Apple CEO Tim Cook Needs to Start Putting Out Fires

As the market prepares for Apple Inc.’s earnings on Thursday, all I can think is this: Chief Executive Officer Tim Cook has problems. Plenty of them.

The company dropped out of the $3 trillion valuation club this week, leaving Microsoft Corp. to stand alone, thanks to worries over China sales and a multitude of other headaches for the Cupertino-based company. There are at least half a dozen challenges that analysts and investors will most likely ask Cook to address.

Apple is staring down another quarter of underwhelming-at-best revenue

Revenue has declined for four consecutive quarters, the worst run since 2001. One more would make it the worst period since at least 1998, according to FactSet. The last time Apple updated investors, the company warned that revenue would be flat in the October-December quarter, saying iPad and wearables sales (i.e. the Apple Watch) would drop significantly. Still, analysts are expecting a modest revenue increase of 1% year-over-year in what is always Apple’s biggest quarter thanks to the introduction of a new iPhone model and holiday sales. Standing in its way is the continued uncertainty about sales in China. In January, Apple reduced the prices of several products in the country. Bloomberg Intelligence analysts felt this “reaffirmed expectations of a slowdown in the region.”

The days are numbered for its 30% App Store tax

Ignoring the lessons of Microsoft’s disastrous antitrust battles in the 1990s, Cook has taken an antagonistic approach to responding to regulatory and court-ordered actions regarding the business model of its App Store.

Since the store’s inception in 2008, Apple has taken a healthy 30% cut from transactions (with an exception here and there). But recently, large companies have started kicking up a fuss, arguing that Apple should either greatly lower that fee, allow them to offer different ways to pay, or make it possible for companies to have their own app stores, with their own rules, available alongside Apple’s official store in the iPhone and iPad.

In January, Apple was forced to comply with a US court order that directed Apple to allow app makers to direct users to alternative payment methods, which it duly did — though not without remarkably onerous terms that even Apple’s biggest cheerleaders, such as the tech commentator John Gruber, consider to be risky. In Europe, it is adopting a similar tactic — technically “complying” with EU demands on allowing alternative app stores, though certainly not with the spirit some had hoped.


WHAT YOU SHOULD DO: Copy each line of the entries below that contains the string "content".

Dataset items
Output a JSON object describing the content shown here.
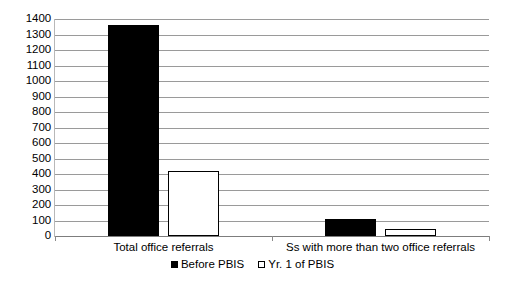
{
  "chart_data": {
    "type": "bar",
    "title": "",
    "subtitle": "",
    "xlabel": "",
    "ylabel": "",
    "ylim": [
      0,
      1400
    ],
    "ytick_step": 100,
    "yticks": [
      1400,
      1300,
      1200,
      1100,
      1000,
      900,
      800,
      700,
      600,
      500,
      400,
      300,
      200,
      100,
      0
    ],
    "ytick_labels": [
      "1400",
      "1300",
      "1200",
      "1100",
      "1000",
      "900",
      "800",
      "700",
      "600",
      "500",
      "400",
      "300",
      "200",
      "100",
      "0"
    ],
    "categories": [
      "Total office referrals",
      "Ss with more than two office referrals"
    ],
    "series": [
      {
        "name": "Before PBIS",
        "values": [
          1360,
          110
        ],
        "color": "#000000",
        "marker": "filled-square"
      },
      {
        "name": "Yr. 1 of PBIS",
        "values": [
          420,
          45
        ],
        "color": "#ffffff",
        "marker": "hollow-square"
      }
    ],
    "grid": true,
    "grid_axis": "y",
    "grid_color": "#9a9a9a",
    "legend": true,
    "legend_position": "bottom-center",
    "background_color": "#ffffff",
    "axis_color": "#7d7d7d"
  },
  "legend": {
    "entries": [
      {
        "label": "Before PBIS"
      },
      {
        "label": "Yr. 1 of PBIS"
      }
    ]
  },
  "axes": {
    "x_categories": [
      {
        "label": "Total office referrals"
      },
      {
        "label": "Ss with more than two office referrals"
      }
    ]
  }
}
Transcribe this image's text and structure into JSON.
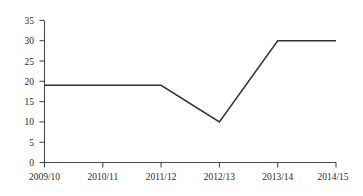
{
  "chart_data": {
    "type": "line",
    "title": "",
    "subtitle": "",
    "xlabel": "",
    "ylabel": "",
    "categories": [
      "2009/10",
      "2010/11",
      "2011/12",
      "2012/13",
      "2013/14",
      "2014/15"
    ],
    "values": [
      19,
      19,
      19,
      10,
      30,
      30
    ],
    "series": [
      {
        "name": "",
        "values": [
          19,
          19,
          19,
          10,
          30,
          30
        ]
      }
    ],
    "ylim": [
      0,
      35
    ],
    "yticks": [
      0,
      5,
      10,
      15,
      20,
      25,
      30,
      35
    ],
    "ytick_labels": [
      "0",
      "5",
      "10",
      "15",
      "20",
      "25",
      "30",
      "35"
    ],
    "xtick_labels": [
      "2009/10",
      "2010/11",
      "2011/12",
      "2012/13",
      "2013/14",
      "2014/15"
    ],
    "grid": false,
    "legend": false,
    "legend_position": "none",
    "line_color": "#333333",
    "axis_color": "#4a4a4a",
    "background_color": "#ffffff",
    "markers": false
  },
  "axes": {
    "y_tick_0": "0",
    "y_tick_1": "5",
    "y_tick_2": "10",
    "y_tick_3": "15",
    "y_tick_4": "20",
    "y_tick_5": "25",
    "y_tick_6": "30",
    "y_tick_7": "35",
    "x_tick_0": "2009/10",
    "x_tick_1": "2010/11",
    "x_tick_2": "2011/12",
    "x_tick_3": "2012/13",
    "x_tick_4": "2013/14",
    "x_tick_5": "2014/15"
  }
}
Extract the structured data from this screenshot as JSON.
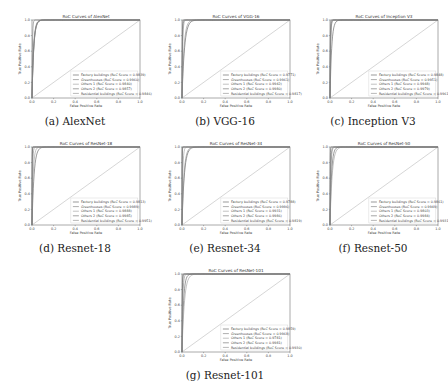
{
  "figure": {
    "xlabel": "False Positive Rate",
    "ylabel": "True Positive Rate",
    "xticks": [
      "0.0",
      "0.2",
      "0.4",
      "0.6",
      "0.8",
      "1.0"
    ],
    "yticks": [
      "0.0",
      "0.2",
      "0.4",
      "0.6",
      "0.8",
      "1.0"
    ],
    "series_names": [
      "Factory buildings",
      "Greenhouses",
      "Others 1",
      "Others 2",
      "Residential buildings"
    ],
    "diagonal_color": "#bbbbbb",
    "curve_colors": [
      "#555555",
      "#777777",
      "#999999",
      "#666666",
      "#888888"
    ]
  },
  "chart_data": [
    {
      "type": "line",
      "caption": "(a) AlexNet",
      "title": "RoC Curves of AlexNet",
      "xlabel": "False Positive Rate",
      "ylabel": "True Positive Rate",
      "xlim": [
        0,
        1
      ],
      "ylim": [
        0,
        1
      ],
      "legend_position": "lower-right",
      "series": [
        {
          "name": "Factory buildings",
          "label": "Factory buildings (RoC Score = 0.9839)",
          "auc": 0.9839
        },
        {
          "name": "Greenhouses",
          "label": "Greenhouses (RoC Score = 0.9960)",
          "auc": 0.996
        },
        {
          "name": "Others 1",
          "label": "Others 1 (RoC Score = 0.9840)",
          "auc": 0.984
        },
        {
          "name": "Others 2",
          "label": "Others 2 (RoC Score = 0.9857)",
          "auc": 0.9857
        },
        {
          "name": "Residential buildings",
          "label": "Residential buildings (RoC Score = 0.9846)",
          "auc": 0.9846
        }
      ]
    },
    {
      "type": "line",
      "caption": "(b) VGG-16",
      "title": "RoC Curves of VGG-16",
      "xlabel": "False Positive Rate",
      "ylabel": "True Positive Rate",
      "xlim": [
        0,
        1
      ],
      "ylim": [
        0,
        1
      ],
      "legend_position": "lower-right",
      "series": [
        {
          "name": "Factory buildings",
          "label": "Factory buildings (RoC Score = 0.9771)",
          "auc": 0.9771
        },
        {
          "name": "Greenhouses",
          "label": "Greenhouses (RoC Score = 0.9961)",
          "auc": 0.9961
        },
        {
          "name": "Others 1",
          "label": "Others 1 (RoC Score = 0.9942)",
          "auc": 0.9942
        },
        {
          "name": "Others 2",
          "label": "Others 2 (RoC Score = 0.9980)",
          "auc": 0.998
        },
        {
          "name": "Residential buildings",
          "label": "Residential buildings (RoC Score = 0.9817)",
          "auc": 0.9817
        }
      ]
    },
    {
      "type": "line",
      "caption": "(c) Inception V3",
      "title": "RoC Curves of Inception V3",
      "xlabel": "False Positive Rate",
      "ylabel": "True Positive Rate",
      "xlim": [
        0,
        1
      ],
      "ylim": [
        0,
        1
      ],
      "legend_position": "lower-right",
      "series": [
        {
          "name": "Factory buildings",
          "label": "Factory buildings (RoC Score = 0.9848)",
          "auc": 0.9848
        },
        {
          "name": "Greenhouses",
          "label": "Greenhouses (RoC Score = 0.9951)",
          "auc": 0.9951
        },
        {
          "name": "Others 1",
          "label": "Others 1 (RoC Score = 0.9948)",
          "auc": 0.9948
        },
        {
          "name": "Others 2",
          "label": "Others 2 (RoC Score = 0.9979)",
          "auc": 0.9979
        },
        {
          "name": "Residential buildings",
          "label": "Residential buildings (RoC Score = 0.9961)",
          "auc": 0.9961
        }
      ]
    },
    {
      "type": "line",
      "caption": "(d) Resnet-18",
      "title": "RoC Curves of ResNet-18",
      "xlabel": "False Positive Rate",
      "ylabel": "True Positive Rate",
      "xlim": [
        0,
        1
      ],
      "ylim": [
        0,
        1
      ],
      "legend_position": "lower-right",
      "series": [
        {
          "name": "Factory buildings",
          "label": "Factory buildings (RoC Score = 0.9813)",
          "auc": 0.9813
        },
        {
          "name": "Greenhouses",
          "label": "Greenhouses (RoC Score = 0.9989)",
          "auc": 0.9989
        },
        {
          "name": "Others 1",
          "label": "Others 1 (RoC Score = 0.9888)",
          "auc": 0.9888
        },
        {
          "name": "Others 2",
          "label": "Others 2 (RoC Score = 0.9985)",
          "auc": 0.9985
        },
        {
          "name": "Residential buildings",
          "label": "Residential buildings (RoC Score = 0.9951)",
          "auc": 0.9951
        }
      ]
    },
    {
      "type": "line",
      "caption": "(e) Resnet-34",
      "title": "RoC Curves of ResNet-34",
      "xlabel": "False Positive Rate",
      "ylabel": "True Positive Rate",
      "xlim": [
        0,
        1
      ],
      "ylim": [
        0,
        1
      ],
      "legend_position": "lower-right",
      "series": [
        {
          "name": "Factory buildings",
          "label": "Factory buildings (RoC Score = 0.9788)",
          "auc": 0.9788
        },
        {
          "name": "Greenhouses",
          "label": "Greenhouses (RoC Score = 0.9996)",
          "auc": 0.9996
        },
        {
          "name": "Others 1",
          "label": "Others 1 (RoC Score = 0.9931)",
          "auc": 0.9931
        },
        {
          "name": "Others 2",
          "label": "Others 2 (RoC Score = 0.9986)",
          "auc": 0.9986
        },
        {
          "name": "Residential buildings",
          "label": "Residential buildings (RoC Score = 0.9819)",
          "auc": 0.9819
        }
      ]
    },
    {
      "type": "line",
      "caption": "(f) Resnet-50",
      "title": "RoC Curves of ResNet-50",
      "xlabel": "False Positive Rate",
      "ylabel": "True Positive Rate",
      "xlim": [
        0,
        1
      ],
      "ylim": [
        0,
        1
      ],
      "legend_position": "lower-right",
      "series": [
        {
          "name": "Factory buildings",
          "label": "Factory buildings (RoC Score = 0.9861)",
          "auc": 0.9861
        },
        {
          "name": "Greenhouses",
          "label": "Greenhouses (RoC Score = 0.9949)",
          "auc": 0.9949
        },
        {
          "name": "Others 1",
          "label": "Others 1 (RoC Score = 0.9803)",
          "auc": 0.9803
        },
        {
          "name": "Others 2",
          "label": "Others 2 (RoC Score = 0.9984)",
          "auc": 0.9984
        },
        {
          "name": "Residential buildings",
          "label": "Residential buildings (RoC Score = 0.9931)",
          "auc": 0.9931
        }
      ]
    },
    {
      "type": "line",
      "caption": "(g) Resnet-101",
      "title": "RoC Curves of ResNet-101",
      "xlabel": "False Positive Rate",
      "ylabel": "True Positive Rate",
      "xlim": [
        0,
        1
      ],
      "ylim": [
        0,
        1
      ],
      "legend_position": "lower-right",
      "series": [
        {
          "name": "Factory buildings",
          "label": "Factory buildings (RoC Score = 0.9859)",
          "auc": 0.9859
        },
        {
          "name": "Greenhouses",
          "label": "Greenhouses (RoC Score = 0.9968)",
          "auc": 0.9968
        },
        {
          "name": "Others 1",
          "label": "Others 1 (RoC Score = 0.9781)",
          "auc": 0.9781
        },
        {
          "name": "Others 2",
          "label": "Others 2 (RoC Score = 0.9981)",
          "auc": 0.9981
        },
        {
          "name": "Residential buildings",
          "label": "Residential buildings (RoC Score = 0.9930)",
          "auc": 0.993
        }
      ]
    }
  ]
}
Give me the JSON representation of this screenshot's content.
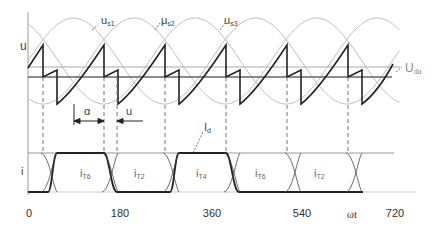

RESPONSE AREA:
Output a JSON object describing the content shown here.
Give me the JSON representation of this screenshot's content.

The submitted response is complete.